Grandiose Parlor says Bono wants Africa to be given a preferential treatment, and western economies to remove the subsidy on agricultural produce.

Bono and Nigerian President at Davos Summit 2006

China in Africa: The CNOOC Nigerian Oil Deal

See Bill's blog entry on China in Africa: The CNOOC Nigerian Oil Deal and his readers' comments on the question of whether China's renewed interest and financial investments in Africa are good for the people of the continent or not.

Note, the State Council of China formed CNOOC in 1982 to conduct exploration and production in China's offshore areas, both independently and as the exclusive Chinese partner for foreign entities.

My thoughts are human rights activists got it wrong when they pressured Western companies to withdraw from Sudan as it left the market wide open for unscrupulous Asian companies. Western companies not doing business with Sudan means Sudanese oil is sold elsewhere. Perhaps if Western companies were located in the Sudan, they might have had leverage with the UN Security Council when it came to helping Darfur. We could have pressured them to send specialist lawyers to help settle land disputes; provide training for security forces to protect locals and aid workers; and arrange gainful employment for locals to help build schools, roads and handpumps for drinking water to help quell violent clashes over livestock and watering holes.
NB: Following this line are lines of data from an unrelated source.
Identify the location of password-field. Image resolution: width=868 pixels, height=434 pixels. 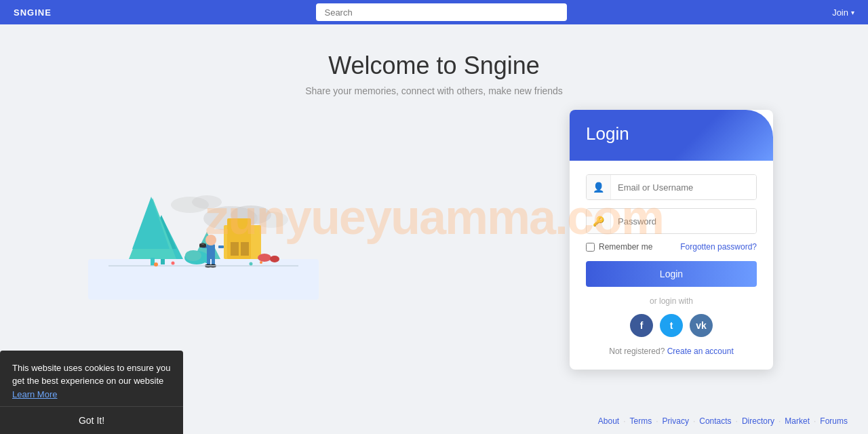
(684, 221).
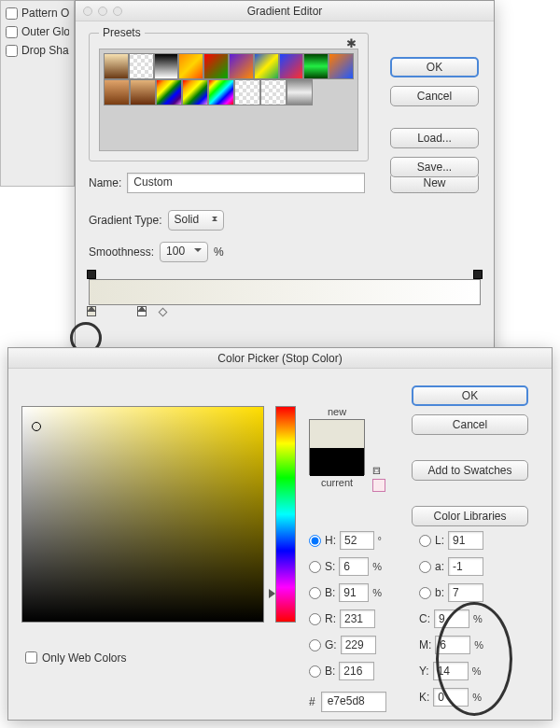  What do you see at coordinates (274, 594) in the screenshot?
I see `hue-pointer` at bounding box center [274, 594].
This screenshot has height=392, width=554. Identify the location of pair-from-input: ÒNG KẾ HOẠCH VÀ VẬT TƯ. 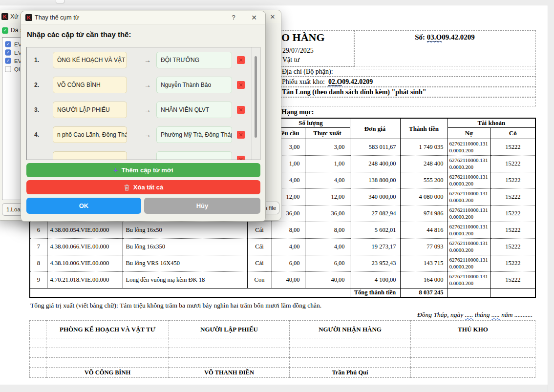
(90, 60).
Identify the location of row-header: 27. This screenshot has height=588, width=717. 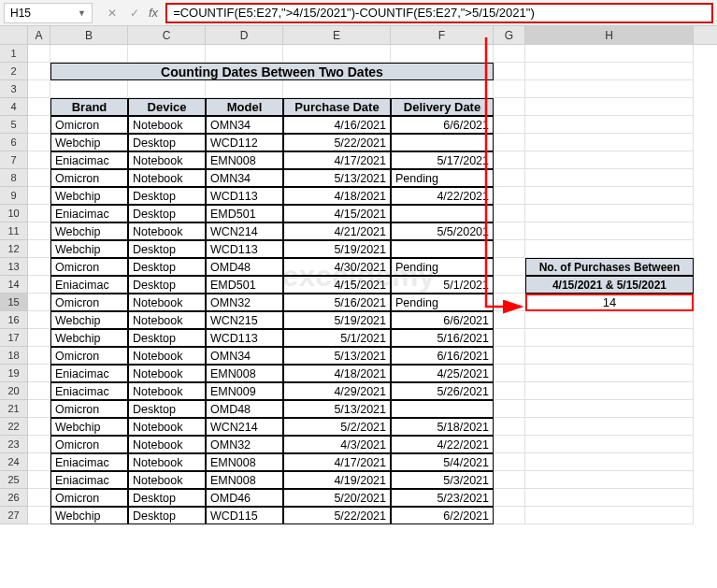
(14, 516).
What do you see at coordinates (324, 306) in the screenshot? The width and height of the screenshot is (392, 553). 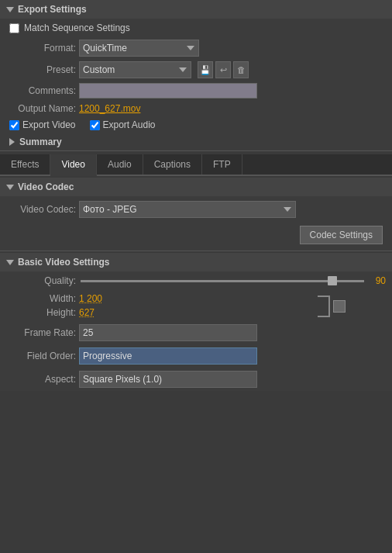 I see `link-bracket` at bounding box center [324, 306].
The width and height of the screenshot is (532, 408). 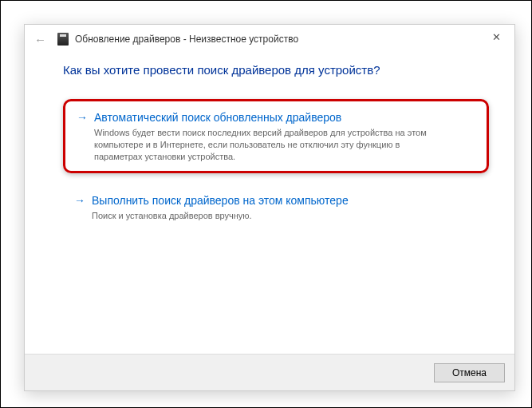 I want to click on titlebar: ← Обновление драйверов - Неизвестное уст…, so click(x=270, y=39).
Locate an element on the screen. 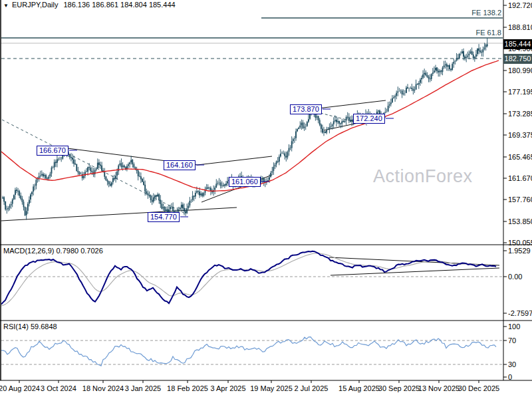 The width and height of the screenshot is (532, 399). macd-axis-tick: 1.9529 is located at coordinates (519, 251).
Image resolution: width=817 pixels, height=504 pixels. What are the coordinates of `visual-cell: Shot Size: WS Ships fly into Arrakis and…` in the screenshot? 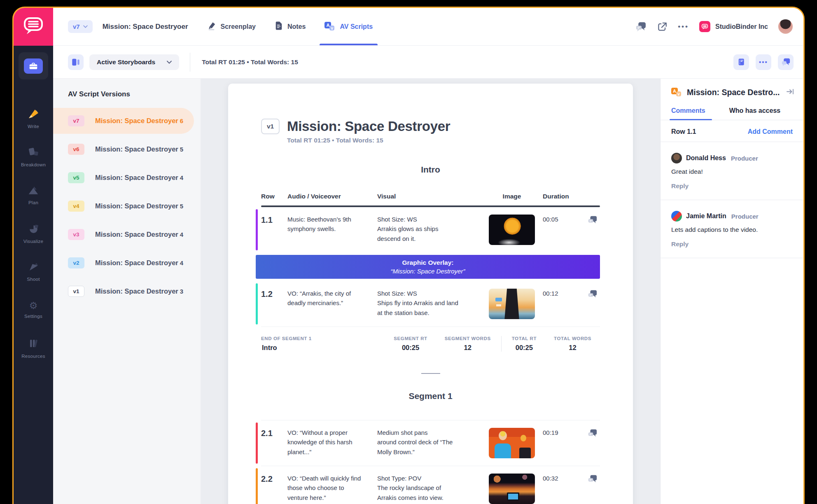 It's located at (429, 303).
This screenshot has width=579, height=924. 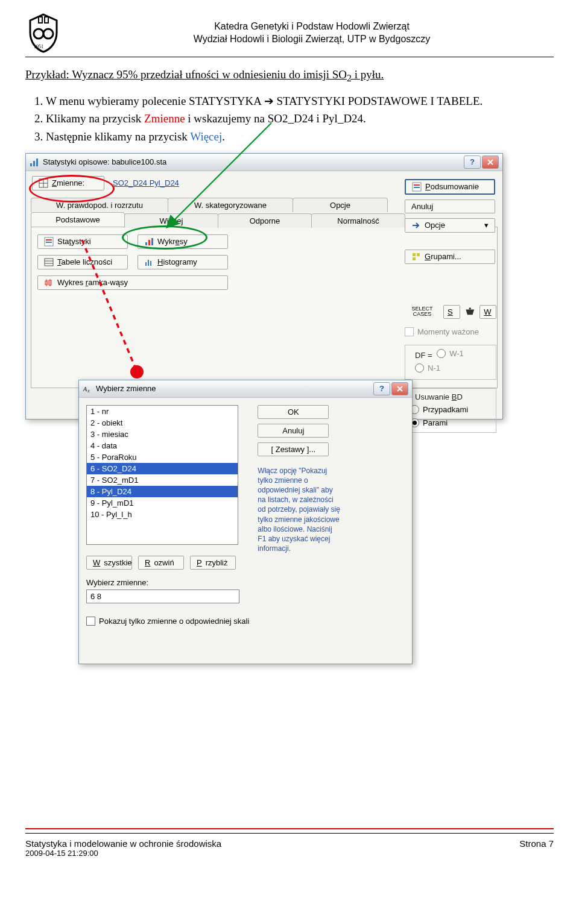 What do you see at coordinates (163, 597) in the screenshot?
I see `select-vars-field: 6 8` at bounding box center [163, 597].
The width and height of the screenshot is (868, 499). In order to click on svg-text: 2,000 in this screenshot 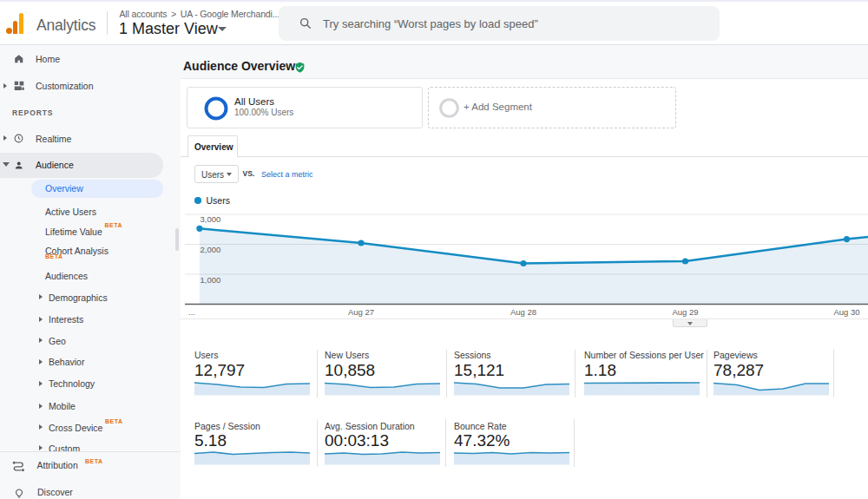, I will do `click(211, 250)`.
The Darfur genocide is now in its fourth year and as things stand now, 7,000 African Union soldiers are in Darfur at a cost GBP 10 million a month. God knows the financial cost of humanitarian aid and 11,000 aid workers or how many miles of roads and water pipes could have been built instead if it weren't for a handful of obstinate men in Khartoum. So far the cost in terms of human life alone is estimated as 400,000 and rising - half the number of the Rwandan genocide.